I’m not sure what the penalty would be, if someone gave you incorrect information for healthcare or what due diligence you need to do as a preparer.
Basically you cant just take your client’s word for it that the numbers they give you are correct. You need to do some level of verification, i.e. check the W2, 1099, etc.
Applejinx
@Chyron HR: Yup.
In fairness, I have said many critical things about Hillary, all of them more nuanced than ‘Hillary sux’. That’s why it matters when I turn around and explore positive or practical things about supporting Hillary for president.

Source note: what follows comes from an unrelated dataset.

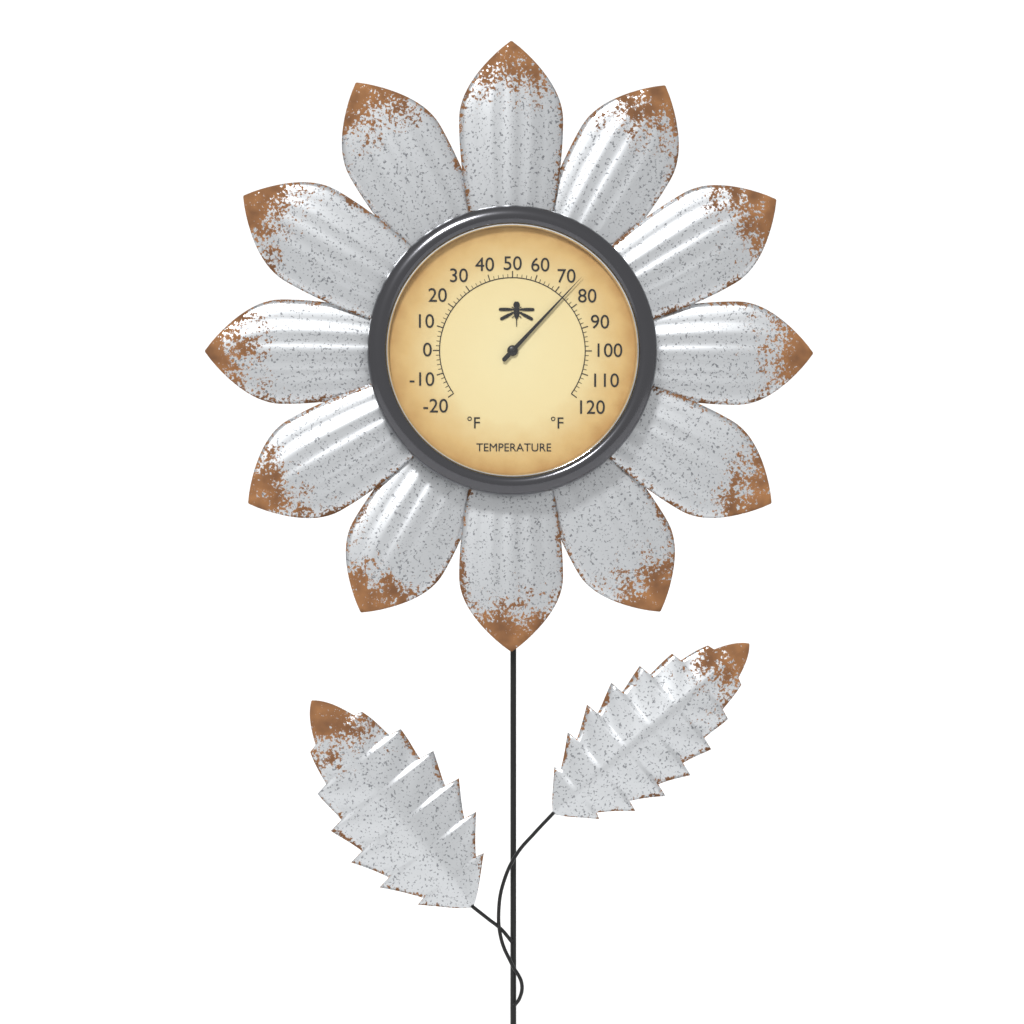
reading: 74 °F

Other people who come off as ‘Hillary sux’ will also have to decide to back her in the general election, which is why the nuanced approach is helpful and your approach is apparently not. You might try looking at that a little bit: Hillary can’t do it on the strength of her winning, sincere personality alone ;P
(note: I’m not proposing to elect a prom queen here, so let’s not jump to strange conclusions over a bit of well-earned snark)
Tim C.
@Applejinx: And there really is a big difference between someone who is honestly trying to relate info and opinions and someone who just keeps throwing crap against the wall. A lot of the accusations about “trolling” is really a different conversation about people who believe things that are demonstrably untrue and don’t accept the reality. A troll is someone who simply comes in to be a jerk. The line on that is fuzzy and arguable so sometimes… drama. I include myself in the group of people who sometimes open their mouth when they should be quiet.
Tim C.
@gene108: Which is why I smelled the whiff of BS on his story. He often takes the right-wing narrative as fact on issues and then is genuinely surprised when it turns out not to be true. The King decision is a prime example. He was going on last year about how Obamacare was set up to punish states that don’t make an exchange (The central argument of the King plaintiffs) and seemed genuinely bewildered when I pointed out that that *wasn’t* how the law was intended to work. HE had absorbed the RW narrative and had no idea that it wasn’t true in any aspect.
sherparick
Another reason to remember what at stake in the upcoming election. I expect all the BernieBros have their parents health care in a pinch. Not so much those ungrateful working class Blacks and Hispanics who have been voting for Hilary.